On June 21, 1850, two renowned dancers, Cesare Cecchetti and Serafina Casagli, gave birth to a boy who would become one of the greatest legends of classical ballet: Enrico Cecchetti. Cecchetti was born in the Tordinona Theatre dressing room in Rome, Italy. The theater played a significant role in Cecchetti and his siblings, Pia and Guiseppe's, life. His first stage debut was as an infant in his father's arms. At the age of five, he appeared in his first ballet, The Gambler, and in 1857 toured the United States with his parents, siblings, and the Ronzani Ballet Company at the age of seven, which he also partnered with his sister Pia. Rather than pursuing a career in law or business as his parents planned, Cecchetti's passion and dedication to dance swayed his parents to allow him to continue his study in dance professionally to later be famed as a virtuoso dancer, mime artist, and one of the greatest teachers of his time.
Cecchetti first studied the fundamentals of ballet with his father, but later sent for auxiliary training to Giovanni Lepri. Training with Lepri also led him to study under Cesare Coppini, Filippo Taglioni, and Caterina Baretta all of whom had been pupils of the great Carlo Blasis. Cecchetti's training allowed him to develop uniqueness about himself compared to other dancers in the nineteenth century. The standard structure for every Italian ballet company was characterized by divisions between ballerini di rango italiano, "dancers of Italian rank," and ballerini di rango francese, "dancers of French rank" (Poesio 234). Dancers of the "Italian rank" are characterized as those who excelled as mime artists while maintaining the Italian coreodramma tradition, and dancers of the "French rank" were those whose skills were based off of the principles of the French academic curriculum (Poesio 234). .
Italian gestural codes also follow traditions of the sixteenth through the eighteenth centuries and included a more personal repertoire of narrative poses and gestures.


EXERCISE GOAL. Within the records below, find each line with the word "span" and copy it out.

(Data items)
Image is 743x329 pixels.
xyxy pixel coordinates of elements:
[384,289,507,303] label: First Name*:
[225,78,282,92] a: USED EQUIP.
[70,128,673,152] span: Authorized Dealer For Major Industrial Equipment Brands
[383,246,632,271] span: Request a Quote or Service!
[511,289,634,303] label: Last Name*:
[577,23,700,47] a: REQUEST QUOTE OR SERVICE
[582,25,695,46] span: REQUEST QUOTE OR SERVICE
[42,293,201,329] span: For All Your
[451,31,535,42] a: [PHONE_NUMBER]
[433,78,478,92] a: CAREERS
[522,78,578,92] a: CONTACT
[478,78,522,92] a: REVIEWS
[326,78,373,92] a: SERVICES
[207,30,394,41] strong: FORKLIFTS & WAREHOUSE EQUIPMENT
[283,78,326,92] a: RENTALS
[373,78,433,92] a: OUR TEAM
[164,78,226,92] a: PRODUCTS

THE ANSWER.
[70,128,673,152] span: Authorized Dealer For Major Industrial Equipment Brands
[383,246,632,271] span: Request a Quote or Service!
[582,25,695,46] span: REQUEST QUOTE OR SERVICE
[42,293,201,329] span: For All Your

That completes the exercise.